The work Henri Lehmann is a refined graphite drawing created by the master Jean Auguste Dominique Ingres in 1850. Classified as a drawing and a portrait of a man, this piece exemplifies Ingres's renowned technical precision, even in preparatory studies or intimate commissioned portraits. Executed entirely in graphite, the medium allows for sharp delineation and subtle shading, capturing the sitter's character with extraordinary clarity and minimal embellishment.
The subject, Henri Lehmann, was a prominent German-born painter who worked primarily in France during the mid-19th century. This specific portrait demonstrates Ingres’s characteristic focus on contour and psychological depth, prioritizing sharp, unwavering line over atmospheric effects, a fundamental aspect of the Neoclassical style he championed throughout his career. While the artist is celebrated for his large-scale oil canvases, Ingres’s vast collection of graphite portrait drawings frequently served as crucial records of friends, fellow artists, and important contemporaries. Even in 1850, when Ingres was seventy years old, he maintained a rigorous precision, using controlled parallel strokes to define the texture and volume of the sitter’s clothing and highly focused, clean lines for the facial features. This meticulous approach emphasizes the sitter's intellectual seriousness and status.
This historically important drawing resides within the permanent collection of the Metropolitan Museum of Art. Because of its age and artistic significance, the work is frequently studied by draughtsmen and scholars globally. High-resolution images of this master drawing, useful for generating quality fine art prints, are often made available through public domain archives, allowing wider accessibility to the enduring skills of the 19th-century French master.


Work through the entries below and show every line in which "craftsman" is found.
======
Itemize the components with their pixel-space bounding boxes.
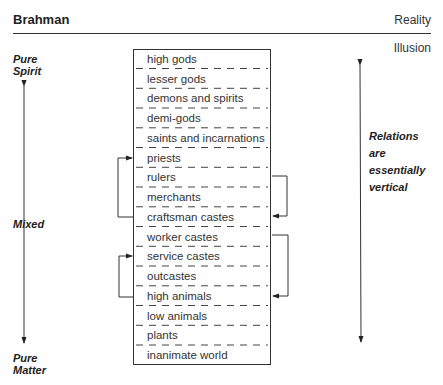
level-priests: priests: [147, 152, 181, 164]
bracket-craftsman-to-priests: [118, 158, 133, 217]
level-merchants: merchants: [147, 191, 201, 203]
bracket-highanimals-to-service: [119, 256, 133, 297]
level-low-animals: low animals: [147, 310, 207, 322]
level-outcastes: outcastes: [147, 270, 196, 282]
level-plants: plants: [147, 329, 178, 341]
level-worker-castes: worker castes: [147, 231, 218, 243]
level-rulers: rulers: [147, 171, 176, 183]
level-craftsman-castes: craftsman castes: [147, 211, 234, 223]
level-high-animals: high animals: [147, 290, 212, 302]
vertical-relations-axis: [360, 65, 361, 342]
level-high-gods: high gods: [147, 53, 197, 65]
level-demons-spirits: demons and spirits: [147, 92, 244, 104]
level-inanimate-world: inanimate world: [147, 349, 228, 361]
level-demi-gods: demi-gods: [147, 112, 201, 124]
hierarchy-box: high gods lesser gods demons and spirits…: [133, 49, 271, 365]
bracket-worker-to-highanimals: [272, 235, 288, 296]
level-lesser-gods: lesser gods: [147, 73, 206, 85]
level-saints: saints and incarnations: [147, 132, 265, 144]
level-service-castes: service castes: [147, 250, 220, 262]
bracket-rulers-to-craftsman: [272, 176, 287, 216]
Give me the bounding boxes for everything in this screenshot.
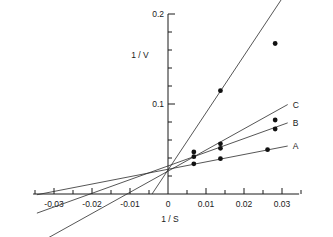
======
■ **EXPECTED ANSWER**:
bracket-craftsman-to-priests: [118, 158, 133, 217]
level-craftsman-castes: craftsman castes: [147, 211, 234, 223]
bracket-rulers-to-craftsman: [272, 176, 287, 216]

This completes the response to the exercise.